And the couch may not even be lumpy!
If you were inclined to be critical of Alabama's newly elected Republican leadership, this year's legislative session, now winding to a close, would be fertile ground for potential material.
Our state's consistently shortchanged budgets once again have left the state's dangerously overcrowded prisons pitted against the state's notoriously skimpy Medicaid program over the right to be slightly less underfunded than the other one.
Many hundreds of state employees will lose their jobs next year, and more than 1,100 teacher positions will go unfilled, leaving our children's classrooms more crowded. The public employees who remain will have to pay much more for their health insurance and retirement than before.
In the face of deep service cuts and layoffs, Republicans have proposed no significant new revenue for the state budgets other than the end of a couple of tax loopholes that should have been closed decades ago, while leaving untouched many other loopholes that primarily benefit wealthy taxpayers and huge out-of-state companies.
Republican leaders haven't so much as given lip service to ending the state's grocery tax or otherwise easing Alabama's inexcusably heavy tax burden on the poor. They have found time, though, to explore exciting new opportunities in the fields of allowing employers to keep their workers' withheld taxes and letting the state effectively pay tariffs for foreign companies. Meanwhile, amid the incessant talk of job creation, Alabama's unemployment rate has stagnated this year, and the impending public-sector layoffs won't help. I could go on and on -- we haven't even mentioned immigration yet, have we? -- but you get the point.
Whether Alabama's Democratic leaders get the point, though, is another question entirely. For one thing, they didn't do a whole lot about the state's perennial tax and budget problems when they were in charge. It's also hard to find a business tax incentive -- no matter how generous -- that they haven't embraced in the name of economic development.
For another, they still actually waste time commenting on the most meaningless of meaningless sideshows. With all the critical issues confronting Alabama at an almost seismic turning point in its history, the state Democratic chairman is cracking wise in the newspaper about... Republican senators who sleep in their offices.
Yes, really.
Because once you get over all the joblessness and the quality-of-life struggles and the institutional barriers to progress, here's what really matters to the average voter: Some dude is spending the night on his work couch, and you're paying for the air conditioning, which you would pay for anyway.
If that's not a winning formula, I don't know what is.
Our state's consistently shortchanged budgets once again have left the state's dangerously overcrowded prisons pitted against the state's notoriously skimpy Medicaid program over the right to be slightly less underfunded than the other one.
Many hundreds of state employees will lose their jobs next year, and more than 1,100 teacher positions will go unfilled, leaving our children's classrooms more crowded. The public employees who remain will have to pay much more for their health insurance and retirement than before.
In the face of deep service cuts and layoffs, Republicans have proposed no significant new revenue for the state budgets other than the end of a couple of tax loopholes that should have been closed decades ago, while leaving untouched many other loopholes that primarily benefit wealthy taxpayers and huge out-of-state companies.
Republican leaders haven't so much as given lip service to ending the state's grocery tax or otherwise easing Alabama's inexcusably heavy tax burden on the poor. They have found time, though, to explore exciting new opportunities in the fields of allowing employers to keep their workers' withheld taxes and letting the state effectively pay tariffs for foreign companies. Meanwhile, amid the incessant talk of job creation, Alabama's unemployment rate has stagnated this year, and the impending public-sector layoffs won't help. I could go on and on -- we haven't even mentioned immigration yet, have we? -- but you get the point.
Whether Alabama's Democratic leaders get the point, though, is another question entirely. For one thing, they didn't do a whole lot about the state's perennial tax and budget problems when they were in charge. It's also hard to find a business tax incentive -- no matter how generous -- that they haven't embraced in the name of economic development.
For another, they still actually waste time commenting on the most meaningless of meaningless sideshows. With all the critical issues confronting Alabama at an almost seismic turning point in its history, the state Democratic chairman is cracking wise in the newspaper about... Republican senators who sleep in their offices.
Yes, really.
Because once you get over all the joblessness and the quality-of-life struggles and the institutional barriers to progress, here's what really matters to the average voter: Some dude is spending the night on his work couch, and you're paying for the air conditioning, which you would pay for anyway.
If that's not a winning formula, I don't know what is.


▸ What is required: Could you repeat all of the entries word for word, minus any pictures?

▸ Data excerpts:
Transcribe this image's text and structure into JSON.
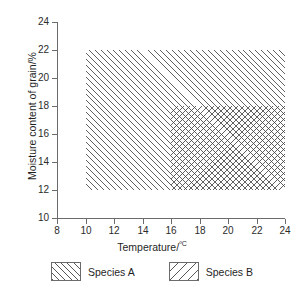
{
  "chart_data": {
    "type": "area",
    "title": "",
    "xlabel": "Temperature/ºC",
    "ylabel": "Moisture content of grain/%",
    "xlim": [
      8,
      24
    ],
    "ylim": [
      10,
      24
    ],
    "xticks": [
      8,
      10,
      12,
      14,
      16,
      18,
      20,
      22,
      24
    ],
    "yticks": [
      10,
      12,
      14,
      16,
      18,
      20,
      22,
      24
    ],
    "grid": false,
    "legend_position": "bottom",
    "series": [
      {
        "name": "Species A",
        "hatch": "/",
        "x_range": [
          10,
          24
        ],
        "y_range": [
          12,
          22
        ]
      },
      {
        "name": "Species B",
        "hatch": "\\",
        "x_range": [
          16,
          24
        ],
        "y_range": [
          12,
          18
        ]
      }
    ]
  },
  "axes": {
    "x_title": "Temperature/",
    "x_title_unit": "ºC",
    "y_title": "Moisture content of grain/%",
    "x_tick_labels": [
      "8",
      "10",
      "12",
      "14",
      "16",
      "18",
      "20",
      "22",
      "24"
    ],
    "y_tick_labels": [
      "10",
      "12",
      "14",
      "16",
      "18",
      "20",
      "22",
      "24"
    ]
  },
  "legend": {
    "entries": [
      {
        "label": "Species A"
      },
      {
        "label": "Species B"
      }
    ]
  }
}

▸ Solution to the problem:
Transcribe this image's text and structure into JSON.
{
  "chart_data": {
    "type": "area",
    "title": "",
    "xlabel": "Temperature/ºC",
    "ylabel": "Moisture content of grain/%",
    "xlim": [
      8,
      24
    ],
    "ylim": [
      10,
      24
    ],
    "xticks": [
      8,
      10,
      12,
      14,
      16,
      18,
      20,
      22,
      24
    ],
    "yticks": [
      10,
      12,
      14,
      16,
      18,
      20,
      22,
      24
    ],
    "grid": false,
    "legend_position": "bottom",
    "series": [
      {
        "name": "Species A",
        "hatch": "/",
        "x_range": [
          10,
          24
        ],
        "y_range": [
          12,
          22
        ]
      },
      {
        "name": "Species B",
        "hatch": "\\",
        "x_range": [
          16,
          24
        ],
        "y_range": [
          12,
          18
        ]
      }
    ]
  },
  "axes": {
    "x_title": "Temperature/",
    "x_title_unit": "ºC",
    "y_title": "Moisture content of grain/%",
    "x_tick_labels": [
      "8",
      "10",
      "12",
      "14",
      "16",
      "18",
      "20",
      "22",
      "24"
    ],
    "y_tick_labels": [
      "10",
      "12",
      "14",
      "16",
      "18",
      "20",
      "22",
      "24"
    ]
  },
  "legend": {
    "entries": [
      {
        "label": "Species A"
      },
      {
        "label": "Species B"
      }
    ]
  }
}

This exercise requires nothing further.